Feb 10 (Reuters) – Alphabet has sold bonds worth $20 billion in a seven-part offering, tapping the debt market to fund its surging spending on artificial intelligence infrastructure.
The disclosure on Tuesday underscored Big Tech’s growing appetite for credit, in a shift away from years of relying on strong cash flows to fund investment in new technologies.
The pivot has raised investor concerns as payoffs remain small from the hundreds of billions of dollars U.S. tech giants are pouring into AI.
Their capital expenditure is expected to total at least $630 billion this year, with most of spending focused on data-centers and the AI chips that power them.
Last week, Alphabet said it would spend as much as $185 billion this year.

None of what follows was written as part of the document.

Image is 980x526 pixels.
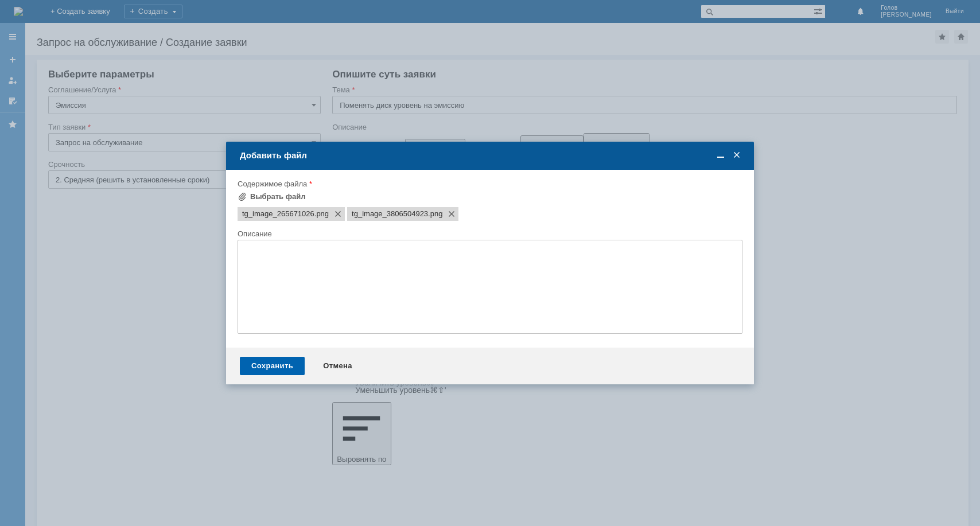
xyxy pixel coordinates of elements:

The seven tranches of Alphabet’s notes mature every few years, starting in 2029, and go all the way up to 2066.
The company is also planning a debut sterling offering which could include a rare 100-year bond, according to some media reports.
“Century bonds are usually the preserve of governments or regulated utilities with very predictable cash flows, so this deal shows that, at least for now, investors are willing to take on very long-dated risk tied to AI investment,” said Lale Akoner, global market analyst at eToro.
Alphabet’s announcement follows a $25 billion note sale by Oracle disclosed on February 2 in a securities filing.
The five major AI hyperscalers – Amazon, Google, Meta, Microsoft and Oracle – issued $121 billion in U.S. corporate bonds last year, according to a January report by BofA Securities.